In one PowerShell terminal instance execute the following commands:

yarn
yarn build-deps
yarn backend-start

In another PowerShell terminal instance run this command, when the last command of the previous set has finished upserting to Dgraph:

yarn explorer-start

If you want to change Unigraph's default Ctrl + e shortcut for the Omnibar (which in Windows can pop up the browser's search bar), you can do it by editing the following section of packages\unigraph-dev-explorer\src\pages\SearchOverlay.tsx (currently hardcoded):

document.onkeydown = function(evt) {
    evt = evt || window.event;
    if ((evt.ctrlKey || evt.metaKey) && evt.key === 'e' && !isElectron()) {
        if (open === undefined) setSearchEnabled(!searchEnabled);
    }
    if ((searchEnabled) && evt.key === 'Escape') {
        setSearchEnabled(false);
    }
};
Updating Unigraph

Unigraph is being worked on constantly.
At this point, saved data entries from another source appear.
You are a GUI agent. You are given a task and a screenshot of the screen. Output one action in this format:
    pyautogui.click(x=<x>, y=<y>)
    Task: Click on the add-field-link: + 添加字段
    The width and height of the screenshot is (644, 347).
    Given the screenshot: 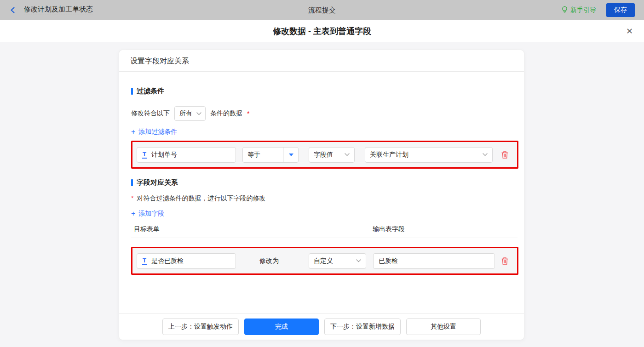 What is the action you would take?
    pyautogui.click(x=148, y=214)
    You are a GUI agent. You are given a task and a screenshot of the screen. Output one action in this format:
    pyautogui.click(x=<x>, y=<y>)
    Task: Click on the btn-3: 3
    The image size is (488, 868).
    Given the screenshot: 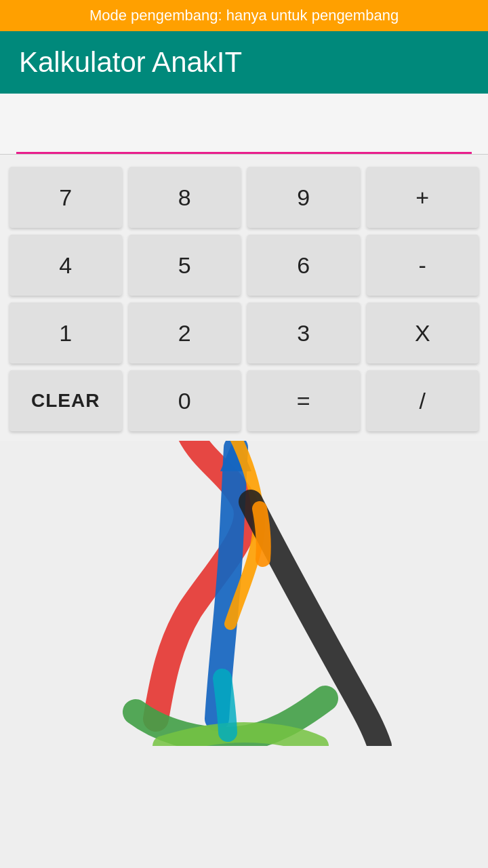 What is the action you would take?
    pyautogui.click(x=304, y=333)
If you're interested in getting the latest version, do the following:

  • git pull to retrieve the latest changes;
  • make sure backend and dgraph is not running;
  • yarn build-deps to re-build common libraries and default packages;
  • ./script/start_server.sh to re-start backend, and update any new packages if available.

Structure

This repository contains all relevant source code for Unigraph:

  • packages/
    • unigraph-dev-backend/ : Unigraph local backend in Node.js.
    • unigraph-dev-common/ : shared data and utilities between backend and frontend.
    • unigraph-dev-explorer/ : Unigraph frontend in React.
    • default-packages/ : schema, data and code declarations for packages providing default functionalities. If you are looking to build packages, you can study example projects here.

API Keys

To use third-party API integrations, obtain desired API keys and put them in this format in a file named secrets.env.json before starting the server:

{
    "twitter": {
        "api_key": "abc",
        "api_secret_key": "abc",
        "bearer_token": "abc"
    },
    "reddit": {
        "client_id": "abc"
    },
    "openai": {
        "api_key": "abc"
    },
    "google": {
        "client_id": "abc",
        "client_secret": "abc"
    }
}

For how to obtain them, see the docs page.